Colorful inner spread of people in bright red dresses and headware

Gill, Lyndon, Erotic Islands: Art and Activism in the Queer Caribbean (Durham: Duke University Press, 2018)

Carnival and calypso music are focal points for Trinidad and Tobago’s queer history in Erotic Islands: Art and Activism in the Queer Caribbean. In author Lyndon Gill’s words, “Through foregrounding a queer presence in Carnival masquerade design, calypso musicianship, and HIV/AIDS prevention and care services—the artistic genres and the activist cause that hold pride of place in T&T’s national imaginary—Erotic Islands documents a grassroots lesbian and gay artistry and activism that has long been culturally rooted.”

Inner spread of 6 illustrations

Works by Joey Terrill in C. Ondine Chavoya and David Evans Frantz, Axis Mundo: Queer Networks in Chicano L.A. (Los Angeles, C.A.: ONE National Gay & Lesbian Archives at the USC Libraries, 2017)

Axis Mundo: Queer Networks in Chicano L.A. is the catalog for a Museum of Contemporary Art, Los Angeles exhibition of the same name held in 2017. The exhibition was the first to focus on LGBTQIA+ Latinx artists and featured Chicano/a/x artists working in L.A. from the 1960s to the 1990s. The catalog includes 10 essays and over 400 images.

Title page spread

Hernandez, Jasmin, We Are Here: Visionaries of Color Transforming the Art World (New York: Abrams, 2021)

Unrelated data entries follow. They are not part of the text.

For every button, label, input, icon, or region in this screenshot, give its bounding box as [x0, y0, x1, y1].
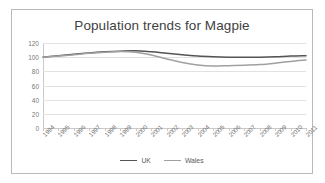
y-axis-tick-label: 60	[32, 82, 39, 89]
y-axis-tick-label: 100	[28, 54, 39, 61]
series-lines	[43, 43, 306, 128]
chart-title: Population trends for Magpie	[12, 18, 312, 33]
legend-swatch-icon	[164, 160, 181, 161]
legend-label: UK	[141, 157, 150, 164]
legend-label: Wales	[185, 157, 204, 164]
legend-item-uk[interactable]: UK	[120, 157, 150, 164]
plot-area: 020406080100120 199419951996199719981999…	[43, 43, 306, 128]
y-axis-tick-label: 0	[35, 125, 39, 132]
legend-swatch-icon	[120, 160, 137, 161]
y-axis-tick-label: 80	[32, 68, 39, 75]
legend-item-wales[interactable]: Wales	[164, 157, 204, 164]
chart-container: Population trends for Magpie 02040608010…	[11, 9, 313, 174]
y-axis-tick-label: 20	[32, 110, 39, 117]
chart-legend: UKWales	[12, 157, 312, 164]
y-axis-tick-label: 120	[28, 40, 39, 47]
y-axis-tick-label: 40	[32, 96, 39, 103]
x-axis-tick-label: 2011	[304, 124, 318, 138]
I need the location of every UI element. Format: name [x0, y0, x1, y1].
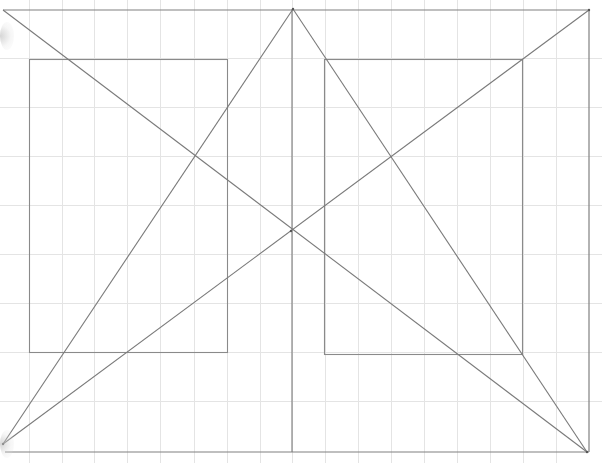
apex-to-bottomleft: [3, 9, 293, 444]
center-intersection-point: [290, 230, 292, 232]
apex-point: [292, 8, 294, 10]
construction-lines: [2, 8, 590, 453]
construction-diagram: [0, 0, 602, 463]
bottom-right-vertex-point: [586, 451, 588, 453]
diagonal-bottomleft-to-topright: [3, 10, 589, 444]
top-right-vertex-point: [588, 9, 590, 11]
apex-to-bottomright: [293, 9, 587, 452]
bottom-left-vertex-point: [2, 443, 4, 445]
diagram-canvas: [0, 0, 602, 463]
inner-rectangles: [30, 60, 523, 355]
grid: [0, 0, 602, 463]
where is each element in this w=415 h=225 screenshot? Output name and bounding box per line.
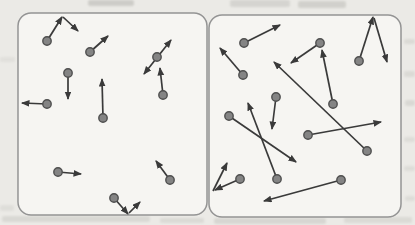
right-gas-box xyxy=(209,15,401,217)
molecule-dot xyxy=(43,100,51,108)
molecule-dot xyxy=(110,194,118,202)
scan-smudge xyxy=(2,216,150,222)
molecule-dot xyxy=(159,91,167,99)
scan-smudge xyxy=(404,166,415,171)
scan-smudge xyxy=(404,137,415,142)
scan-smudge xyxy=(214,218,326,224)
scan-smudge xyxy=(0,57,15,62)
molecule-dot xyxy=(99,114,107,122)
scan-smudge xyxy=(404,39,415,44)
right-gas-box-group xyxy=(209,15,401,217)
scan-smudge xyxy=(405,100,415,106)
molecule-dot xyxy=(239,71,247,79)
scan-smudge xyxy=(88,0,134,6)
scan-smudge xyxy=(404,71,415,77)
molecule-dot xyxy=(86,48,94,56)
molecule-dot xyxy=(153,53,161,61)
figure-canvas xyxy=(0,0,415,225)
molecule-dot xyxy=(240,39,248,47)
scan-smudge xyxy=(405,196,415,201)
diagram-svg xyxy=(0,0,415,225)
molecule-dot xyxy=(337,176,345,184)
molecule-dot xyxy=(54,168,62,176)
molecule-dot xyxy=(316,39,324,47)
molecule-dot xyxy=(166,176,174,184)
molecule-dot xyxy=(64,69,72,77)
molecule-dot xyxy=(273,175,281,183)
scan-smudge xyxy=(0,205,14,211)
left-gas-box-group xyxy=(18,13,207,215)
molecule-dot xyxy=(272,93,280,101)
molecule-dot xyxy=(43,37,51,45)
scan-smudge xyxy=(160,218,204,223)
scan-smudge xyxy=(298,1,346,8)
scan-smudge xyxy=(230,0,290,7)
molecule-dot xyxy=(236,175,244,183)
molecule-dot xyxy=(329,100,337,108)
molecule-dot xyxy=(225,112,233,120)
molecule-dot xyxy=(304,131,312,139)
molecule-dot xyxy=(363,147,371,155)
molecule-dot xyxy=(355,57,363,65)
scan-smudge xyxy=(344,217,412,223)
velocity-arrow xyxy=(102,79,103,118)
gas-boxes-layer xyxy=(18,13,401,217)
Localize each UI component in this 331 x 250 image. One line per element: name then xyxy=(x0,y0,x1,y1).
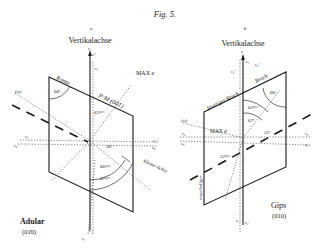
panel-b-c-label: c xyxy=(241,49,244,54)
panel-a-angle-64: 64° xyxy=(54,89,61,94)
panel-a-c-prime-label: c' xyxy=(92,52,96,57)
panel-b-mineral-name: Gips xyxy=(271,201,286,210)
panel-b-eps1-bottom: ε₁ xyxy=(236,218,240,223)
panel-b-eps2-right: ε₂ xyxy=(305,131,309,136)
panel-a-letter: a xyxy=(90,26,93,31)
panel-b-eps2-left: ε₂ xyxy=(182,131,186,136)
panel-b-angle-635: 63½° xyxy=(248,105,259,110)
panel-b-angle-23: 23° xyxy=(264,130,271,135)
panel-a-angle-26: 26° xyxy=(106,144,113,149)
panel-b-muscheliger-label: muscheliger xyxy=(198,176,203,200)
panel-b-angle-66: 66° xyxy=(270,90,277,95)
panel-b-axis-arrow-icon xyxy=(241,54,245,60)
panel-b-annotation: MAX e xyxy=(210,128,227,134)
panel-b-axis-label: Vertikalachse xyxy=(221,39,265,48)
panel-a-axis-label: Vertikalachse xyxy=(68,36,112,45)
panel-b-eps3-left: ε₃' xyxy=(181,141,186,146)
panel-a: a Vertikalachse c c' Kante P/M (001) Kle… xyxy=(12,26,169,241)
panel-a-kleine-achse-label: Kleine Achse xyxy=(142,158,169,174)
panel-a-omega-label: (ω) xyxy=(15,89,22,94)
figure-title: Fig. 5. xyxy=(153,9,176,19)
figure: Fig. 5. a Vertikalachse c c' Kante P/ xyxy=(0,0,331,250)
panel-a-angle-665: 66½° xyxy=(100,164,111,169)
panel-a-angle-635: 63½° xyxy=(94,110,105,115)
panel-a-annotation: MAX e xyxy=(136,70,155,76)
panel-b-angle-525: 52½° xyxy=(220,154,231,159)
panel-b-letter: b xyxy=(244,26,247,31)
panel-a-face-index: (01̄0) xyxy=(22,228,36,236)
panel-b-eps1-left-top: ε₁' xyxy=(231,69,236,74)
panel-b-eps1-top: ε₁ xyxy=(246,59,250,64)
panel-b-eps2-top: ε₂' xyxy=(255,62,260,67)
panel-a-eps2-left: ε₂ xyxy=(25,134,29,139)
panel-a-angle-675: 67½° xyxy=(100,176,111,181)
panel-a-eps1-bottom2: ε₁ xyxy=(82,236,86,241)
panel-a-mineral-name: Adular xyxy=(20,217,45,226)
panel-a-eps3-right: ε₃ xyxy=(152,145,156,150)
panel-b-angle-67: 67° xyxy=(248,118,255,123)
panel-a-eps1-top: ε₁ xyxy=(95,66,99,71)
panel-a-c-label: c xyxy=(88,46,91,51)
panel-b-eps1p-bottom: ε₁' xyxy=(245,220,250,225)
panel-a-crystal-plate xyxy=(49,77,133,212)
panel-a-eps1-bottom: ε₁' xyxy=(89,228,94,233)
panel-b-omega-label: (ω) xyxy=(181,118,188,123)
panel-b: b Vertikalachse c faseriger Bruch Bruch … xyxy=(180,26,312,232)
panel-b-face-index: (010) xyxy=(272,212,286,220)
panel-b-eps3-right: ε₃ xyxy=(305,142,309,147)
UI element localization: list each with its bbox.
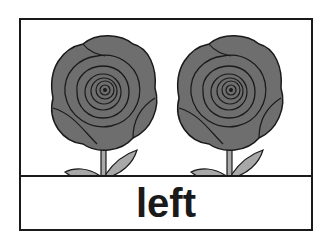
word-label: left: [21, 177, 311, 229]
rose-image-right: [178, 36, 283, 175]
flash-card: left: [19, 18, 313, 231]
picture-area: [21, 20, 311, 175]
rose-image-left: [52, 36, 157, 175]
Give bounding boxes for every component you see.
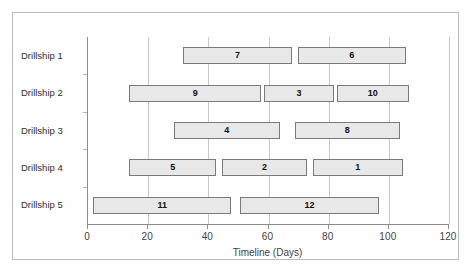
gantt-bar-label: 1	[355, 163, 360, 172]
gantt-bar-task-3[interactable]: 3	[264, 85, 333, 102]
gantt-bar-task-2[interactable]: 2	[222, 159, 306, 176]
x-tick-100	[388, 224, 389, 229]
y-axis-label-drillship-2: Drillship 2	[21, 87, 83, 98]
gantt-bar-task-12[interactable]: 12	[240, 197, 378, 214]
x-tick-label-60: 60	[248, 231, 288, 242]
x-tick-40	[207, 224, 208, 229]
x-tick-80	[328, 224, 329, 229]
x-tick-60	[268, 224, 269, 229]
gridline-120	[449, 37, 450, 224]
gantt-bar-label: 5	[170, 163, 175, 172]
x-axis-title: Timeline (Days)	[87, 247, 448, 258]
gantt-bar-label: 11	[157, 201, 167, 210]
gantt-bar-label: 7	[235, 51, 240, 60]
x-tick-label-80: 80	[308, 231, 348, 242]
gantt-bar-label: 8	[345, 126, 350, 135]
gantt-bar-label: 2	[262, 163, 267, 172]
x-tick-label-20: 20	[127, 231, 167, 242]
gantt-bar-task-1[interactable]: 1	[313, 159, 403, 176]
y-axis-label-drillship-3: Drillship 3	[21, 125, 83, 136]
gantt-bar-label: 4	[224, 126, 229, 135]
y-axis-label-drillship-4: Drillship 4	[21, 162, 83, 173]
y-tick-4	[83, 187, 87, 188]
x-tick-0	[87, 224, 88, 229]
y-axis-label-drillship-1: Drillship 1	[21, 50, 83, 61]
gantt-bar-label: 9	[193, 89, 198, 98]
gantt-bar-task-9[interactable]: 9	[129, 85, 261, 102]
y-tick-3	[83, 149, 87, 150]
gantt-bar-task-8[interactable]: 8	[295, 122, 400, 139]
gantt-bar-task-6[interactable]: 6	[298, 47, 406, 64]
x-tick-label-0: 0	[67, 231, 107, 242]
gantt-bar-task-10[interactable]: 10	[337, 85, 409, 102]
x-tick-label-120: 120	[428, 231, 468, 242]
x-tick-label-40: 40	[187, 231, 227, 242]
y-tick-1	[83, 74, 87, 75]
y-axis-label-drillship-5: Drillship 5	[21, 199, 83, 210]
gantt-bar-task-11[interactable]: 11	[93, 197, 231, 214]
gantt-bar-task-7[interactable]: 7	[183, 47, 291, 64]
gantt-bar-label: 10	[368, 89, 378, 98]
x-tick-20	[147, 224, 148, 229]
y-tick-2	[83, 112, 87, 113]
x-tick-120	[448, 224, 449, 229]
gantt-bar-task-5[interactable]: 5	[129, 159, 216, 176]
gantt-bar-label: 12	[305, 201, 315, 210]
gantt-bar-label: 3	[297, 89, 302, 98]
gantt-bar-label: 6	[349, 51, 354, 60]
chart-frame: 020406080100120 Drillship 1Drillship 2Dr…	[12, 12, 459, 260]
x-tick-label-100: 100	[368, 231, 408, 242]
gantt-bar-task-4[interactable]: 4	[174, 122, 279, 139]
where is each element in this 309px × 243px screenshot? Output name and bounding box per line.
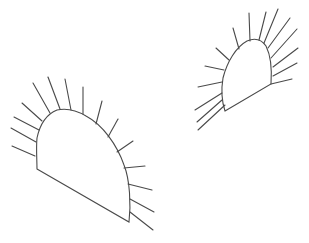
left-dome-ray (11, 128, 36, 142)
left-dome-ray (33, 83, 50, 113)
left-dome-shape (11, 77, 154, 230)
left-dome-ray (130, 212, 153, 230)
figure-canvas (0, 0, 309, 243)
left-dome-ray (124, 166, 145, 168)
left-dome-outline (37, 109, 130, 222)
right-dome-shape (195, 9, 298, 130)
left-dome-ray (48, 77, 60, 109)
left-dome-rays (11, 77, 154, 230)
right-dome-outline (222, 39, 271, 111)
right-dome-ray (268, 18, 290, 48)
left-dome-ray (14, 117, 39, 130)
left-dome-ray (65, 79, 71, 110)
right-dome-rays (195, 9, 298, 130)
right-dome-ray (271, 29, 297, 58)
right-dome-ray (271, 79, 292, 84)
right-dome-ray (198, 82, 222, 87)
right-dome-ray (233, 28, 239, 49)
right-dome-ray (259, 12, 266, 40)
right-dome-ray (195, 93, 222, 110)
left-dome-ray (12, 146, 35, 156)
figure-svg (0, 0, 309, 243)
left-dome-ray (128, 184, 152, 190)
left-dome-ray (108, 119, 118, 137)
left-dome-ray (96, 101, 102, 124)
left-dome-ray (117, 141, 133, 152)
left-dome-ray (22, 103, 42, 121)
left-dome-ray (130, 199, 154, 212)
right-dome-ray (205, 66, 224, 70)
right-dome-ray (249, 13, 250, 41)
right-dome-ray (216, 48, 229, 60)
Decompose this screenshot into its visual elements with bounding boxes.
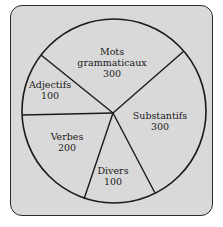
slice-value: 300 <box>151 121 169 132</box>
slice-label: Substantifs <box>133 110 188 121</box>
slice-label: Verbes <box>50 131 84 142</box>
slice-value: 200 <box>58 142 76 153</box>
slice-label: Mots <box>100 46 124 57</box>
slice-label: Adjectifs <box>28 79 71 90</box>
slice-value: 100 <box>104 176 122 187</box>
slice-label-line2: grammaticaux <box>77 57 147 68</box>
slice-value: 100 <box>41 90 59 101</box>
slice-label: Divers <box>97 165 128 176</box>
slice-value: 300 <box>103 68 121 79</box>
pie-chart: Mots grammaticaux 300 Substantifs 300 Di… <box>0 0 223 227</box>
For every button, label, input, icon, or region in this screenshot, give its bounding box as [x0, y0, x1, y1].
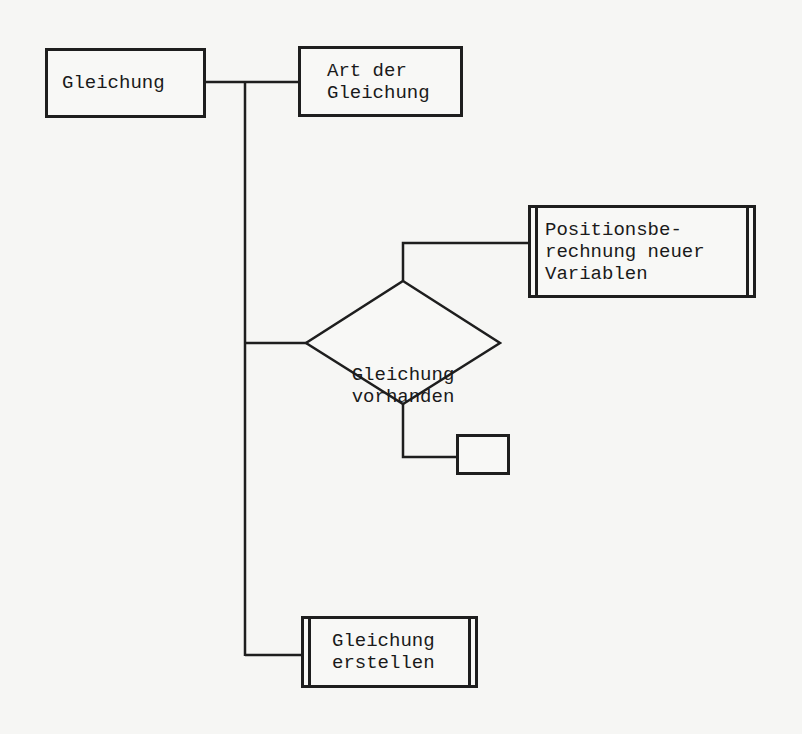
node-gleichung-label: Gleichung: [62, 72, 165, 94]
connector-diamond-position: [403, 243, 530, 281]
node-positionsberechnung[interactable]: Positionsbe- rechnung neuer Variablen: [528, 205, 756, 298]
node-gleichung-vorhanden-label: Gleichung vorhanden: [306, 364, 500, 408]
node-empty-box[interactable]: [456, 434, 510, 475]
diagram-canvas: Gleichung Art der Gleichung Positionsbe-…: [0, 0, 802, 734]
node-gleichung-erstellen[interactable]: Gleichung erstellen: [301, 616, 478, 688]
node-gleichung[interactable]: Gleichung: [45, 48, 206, 118]
node-positionsberechnung-label: Positionsbe- rechnung neuer Variablen: [545, 219, 705, 285]
node-art-der-gleichung-label: Art der Gleichung: [327, 60, 430, 104]
node-art-der-gleichung[interactable]: Art der Gleichung: [298, 46, 463, 117]
node-gleichung-vorhanden[interactable]: Gleichung vorhanden: [306, 320, 500, 452]
node-gleichung-erstellen-label: Gleichung erstellen: [332, 630, 435, 674]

We Are Here: Visionaries of Color Transforming the Art World highlights the work of 50 Black and Brown contemporary artists and art workers, with a focus on inclusion for queer, trans, and nonbinary artists. The book includes an interview with each artist and art worker accompanied by photographs of their work or studio. Author Jasmin Hernandez powerfully concludes her introduction with the following message: “We Are Here is a document of Black and Brown voices in the art world, visualized by a Black woman, with the intention of making visible those who are often erased. We’ve been here, we are here, and we will continue to be here. The hyper-visibility of Black and Brown artists and culture-makers that we’re seeing isn’t a trend. The guard has shifted, and no one, including myself, is asking for permission.”